Yemen’s Houthis claim responsibility for strikes on UK oil tanker, U.S. drone

Yemen Houthis

Houthi military spokesperson Yahya Saree said that Yemen’s naval forces struck a British oil tanker in the Red Sea with missiles.

Saree also added the military also shot down an American MQ-9 drone in Sa’ada province.

The new operations were also a show of solidarity with Palestinians in the Gaza Strip, amid the Israeli genocide there, he continued.

The spokesman stressed that the Yemeni armed forces will continue operations in the Red and Arabian Seas as well as the Indian Ocean until the Western-backed Israeli genocide comes to a halt.

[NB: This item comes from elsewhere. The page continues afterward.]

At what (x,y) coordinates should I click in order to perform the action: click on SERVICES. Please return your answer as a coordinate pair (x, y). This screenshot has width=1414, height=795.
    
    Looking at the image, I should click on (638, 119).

Since the start of the brutal campaign in Gaza, the regime has killed more than 34,000 Palestinians and injured over 77,000 others. It has cut off fuel, electricity, food and water to the more than two million Palestinians living there.

The maritime attacks have forced some of the world’s biggest shipping and oil companies to suspend transit through one of the world’s most important maritime trade routes.

Tankers are instead adding thousands of miles to international shipping routes by sailing around the continent of Africa rather than going through the Suez Canal.

The pro-Palestine maritime campaign has also prompted airstrikes by the U.S. and its allies on Yemen – in violation of the Yemeni sovereignty and international law.

In consequence, Yemen’s armed forces have declared U.S. and British vessels as legitimate targets.

Tehran and Moscow need to boost defense cooperation to improve regional peace: Iranian defense chief

Sergei Shoigu and Mohammad Reza Ashtiani

Ashtiani made the remarks in a meeting with his Russian counterpart Sergei Shoigu on the sidelines of the 21st meeting of the Shanghai Cooperation Organization (SCO) Defense Ministers in Astana, Kazakhstan, on Friday.

He said Tehran and Moscow should oppose unilateralism in global issues.

He thanked Russia for condemning Israel’s illegal and unlawful airstrikes against Iran’s diplomatic premises in the Syrian capital of Damascus on April 1 and expressing support for Tehran’s legitimate response.

“Terrorist attacks in Russia and Iran are the outcome of support of Western countries, especially the United States, for terrorist groups,” Ashtiani emphasized.

On April 1, the Israeli regime carried out terrorist airstrikes on the consular section of Iran’s embassy in the Syrian capital, which killed two generals of the Islamic Revolution Guards Corps (IRGC), Brigadier General Mohammad Reza Zahedi and General Mohammad Hadi Haji Rahimi, as well as five of their accompanying officers.

In retaliation, the IRGC targeted the occupied territories on April 13 with a barrage of drones and missiles. The retaliatory strikes, dubbed Operation True Promise, inflicted damage on Israeli military bases across the occupied Palestinian territories.

Elsewhere in the conversation, the Iranian defense chief warned that the North Atlantic Treaty Organization (NATO) and some Western countries are taking steps in line with the policy of expansion to the East.

He urged the Shanghai Cooperation Organization (SCO) member states to use the body’s capacities to thwart common threats.

For his part, the Russian defense minister slammed Israel’s attacks on Iran’s diplomatic premises in Damascus and said Tehran’s response was in accordance with the legitimate right of self-defense.

Ashtiani and Shoigu also hailed the successful experience of Iran and Russia in the fight against terrorism in the region and called for the expansion of cooperation to counter terrorist threats, separatism and extremism.

The Iranian and Russian defense chiefs emphasized that the developments in the South Caucasus are important to the two countries’ interests, noting that the presence of extra-regional powers in this region is detrimental to common interests.

They said that the 3+3 format, which is being implemented in the presence of all the countries of the Caucasus region, is an appropriate framework for solving problems, according to a statement by Iran’s Defense Ministry.

The 3+3 format includes three southern Caucasus countries (Azerbaijan, Armenia, Georgia) and three neighboring countries (Russia, Turkey and Iran).

Iran was one of the countries that proposed the formation of a 3+3 group in line with its foreign policy of resolving problems, differences and challenges faced by countries in the region.